Greenblatt ROC 21.34%
 
ROE (Damodaran) 1.02%
 
Leverage & Solvency
Net Debt / (EBITDA − CAPEX) 0.4x
 
Valuation
Earnings Yield (Greenblatt) 10.73%
 
FCF / Market Cap Yield 2.77%
 
Capital Return
Shareholder Yield 4.08%
 
FCF / Dividend Coverage 1.2x
Source: Koben Research, company filings.

The metrics provide a clear narrative about the investment cycle. Trailing ROIC has declined to 14.10%, whereas Greenblatt ROC remains at 21.34%. The difference between these metrics reflects the dynamic we observed on February 25: the operating engine stays highly capital-efficient, but the growing invested-capital base from the multi-continent expansion reduces returns. Along with a Greenblatt earnings yield of 10.73%, this reading aligns with what one would expect during a cyclical low for a quality industrial company. 

The ROE Damodaran of 1.02% is distorted by the EUR 170 million Russian-currency translation reserve recycled through the P&L, making it not very informative on its own. The leverage ratio of 0.4x (Net Debt / (EBITDA - CapEx)) shows that the balance sheet can handle the EUR 700 million programme without difficulty. The FCF yield on market cap is a modest 2.77%, aligning with peak CapEx; total shareholder yield is 4.08%, with FCF covering the dividend only 1.2 times, a tight margin that likely explains why no successor buyback has been initiated following the programme's conclusion on 6 February.

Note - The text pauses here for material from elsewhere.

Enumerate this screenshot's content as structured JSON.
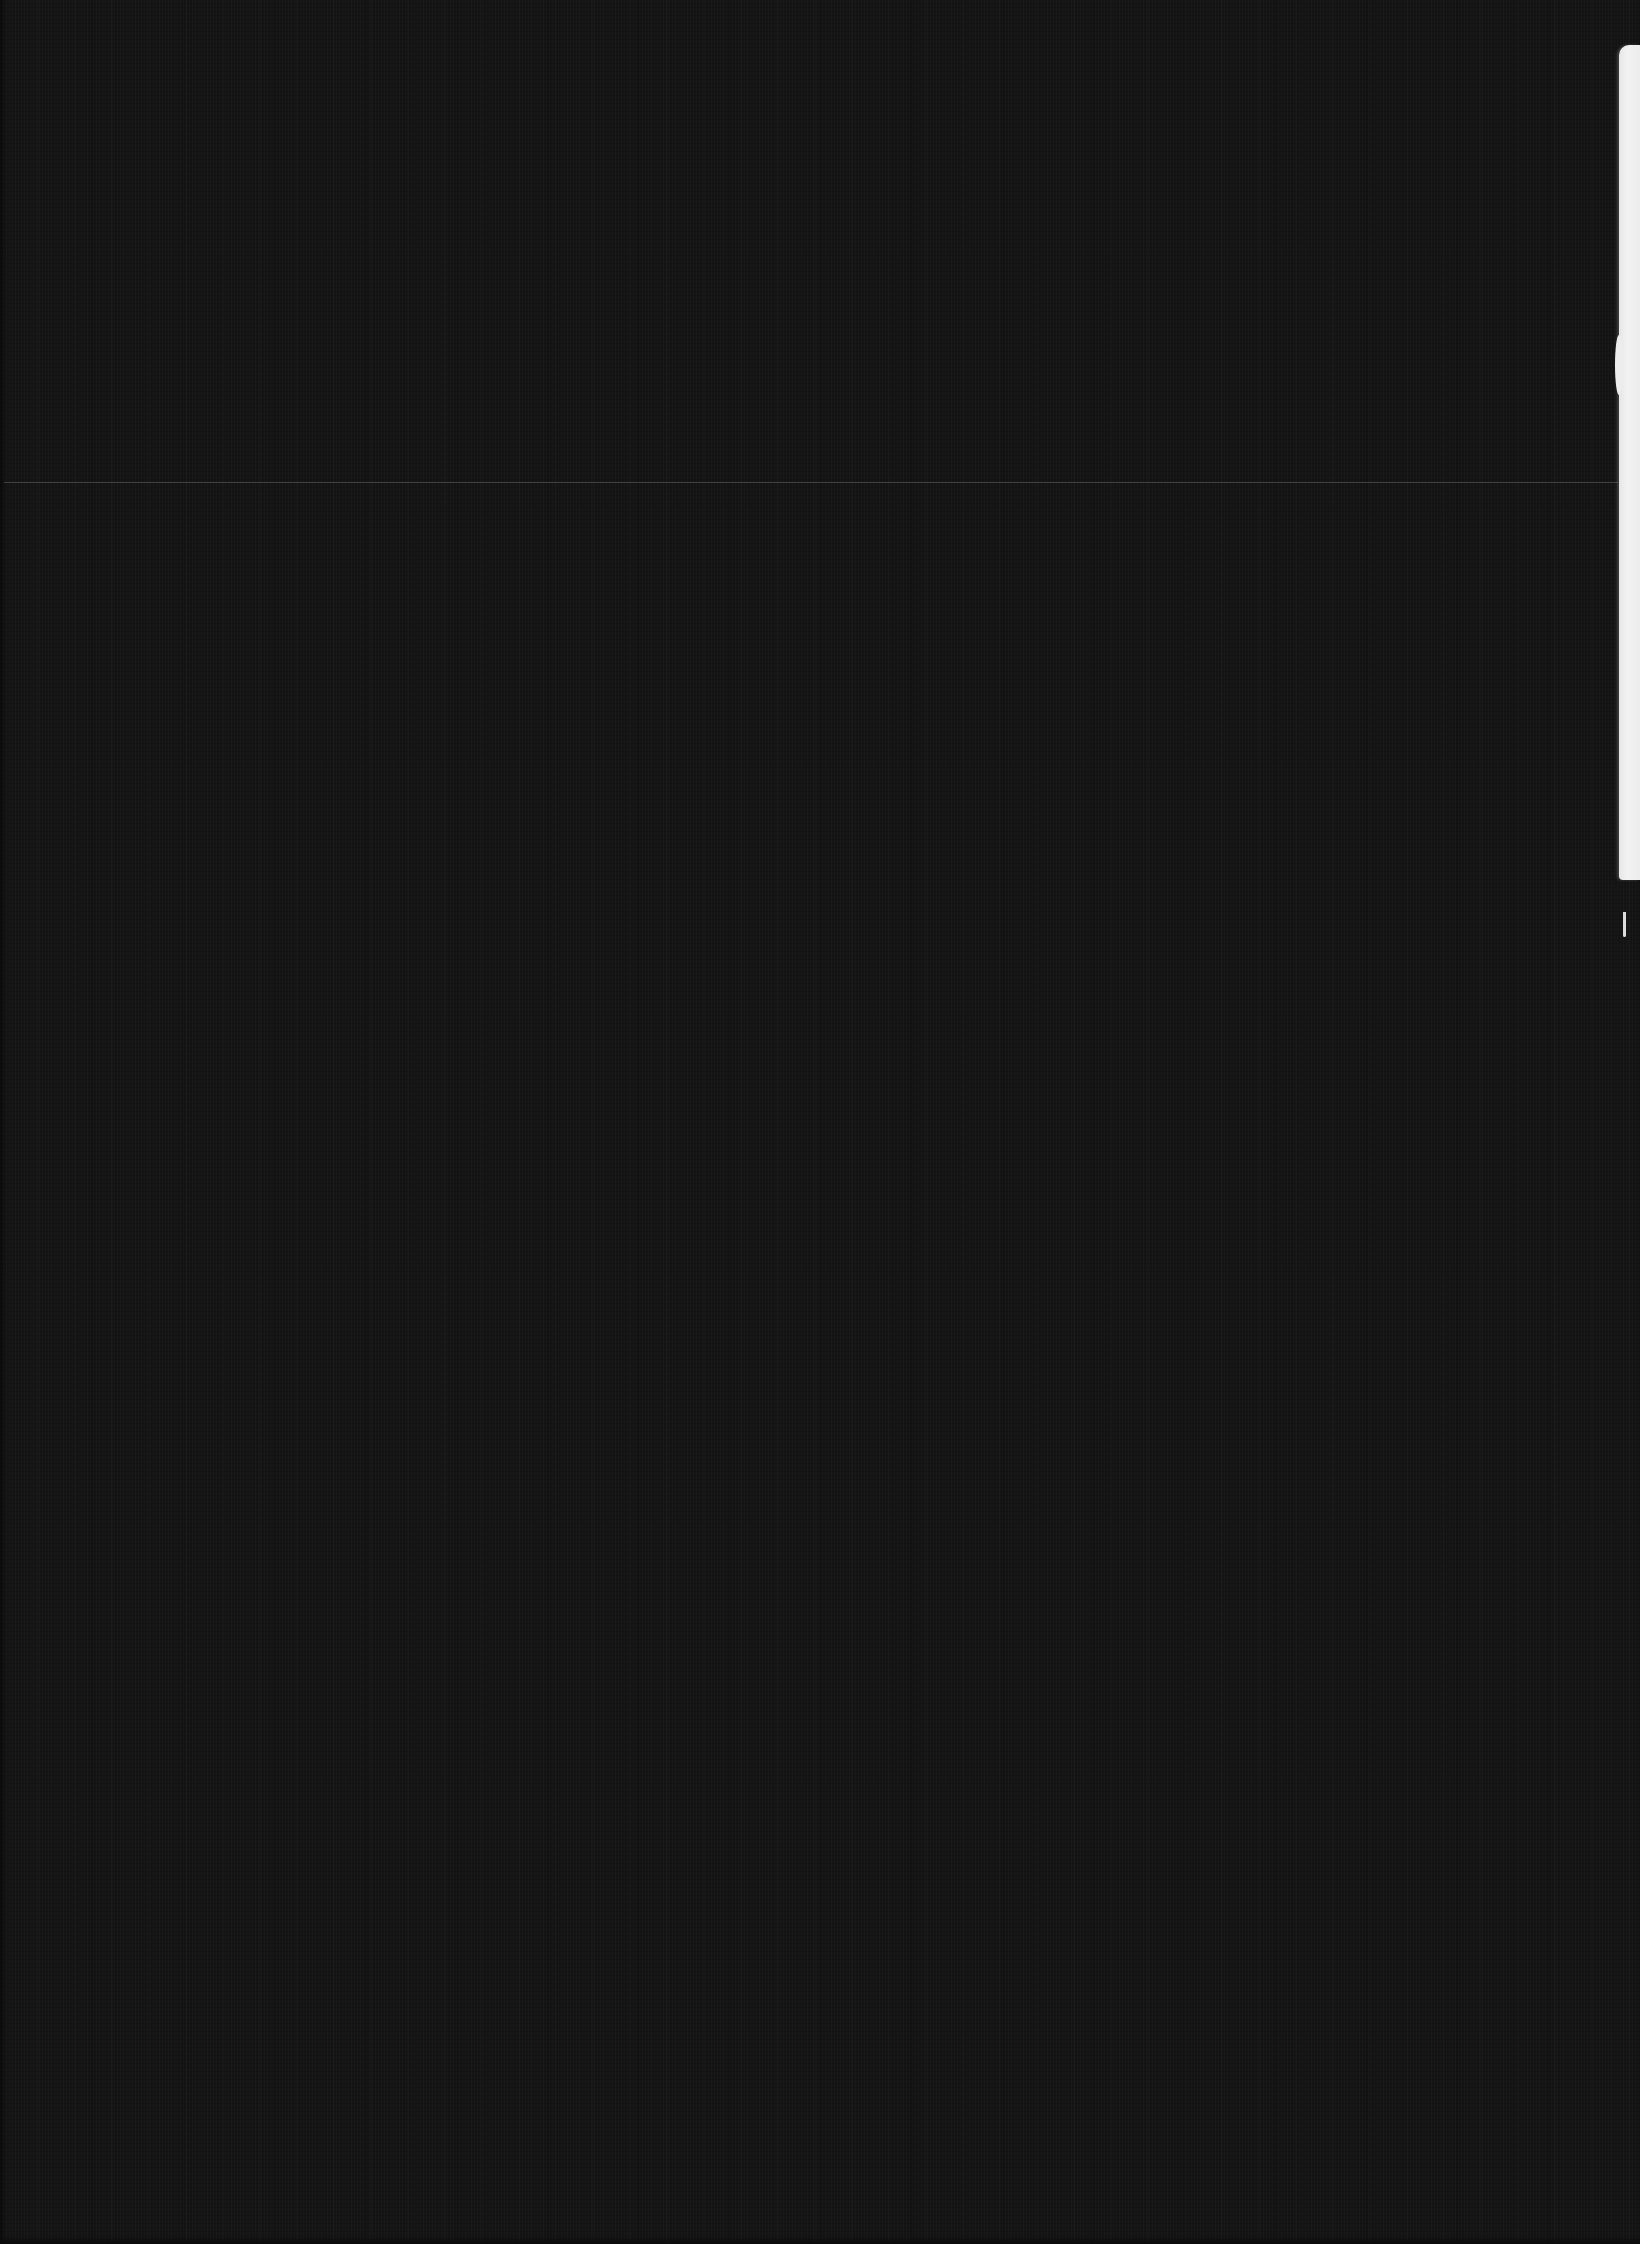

On 5 May, the group announced the acquisition of Ravago's stone wool factory in northeastern Hungary, with a capacity of 40 kilotonnes, expected to close in Q4 2026. Alongside the newly approved Norwegian warehouse in April, these developments support the regional capacity expansion thesis outlined in our initial analysis. 

On 15 April, the Annual General Meeting approved a DKK 4.15 dividend and authorized the cancellation of 4,346,560 class B shares, which lowered the nominal share capital from DKK 211.6 million to DKK 207.3 million.

The operational thesis remains unchanged. Guidance has been raised for revenue and investment, while margins stay at the lower end of the range. The metrics reflect the same outlook. However, the price still moves within the downside range of our distribution.

DISCLAIMER

Author: David López, Koben Research. First published: May 20, 2026

This publication is intended for educational and informational purposes and does not constitute investment, financial or trading advice, nor an offer, solicitation or personalised recommendation to buy, sell or hold any financial instrument.

The author is not a licensed financial advisor, broker or dealer, and Koben Research is not authorised or regulated by the CNMV or any other financial supervisory authority. As of the date of publication, the author holds no position in the issuer covered, has no intention to take any position within the following 30 days, and has received no compensation from the issuer. Quantitative projections derive from a GARCH + Historical Flexible Probabilities + Monte Carlo framework with t-Student; they are model outputs, not price targets.

All investment involves risk, including the potential loss of principal. Past performance is not indicative of future results. Readers should conduct their own research before making any investment decision.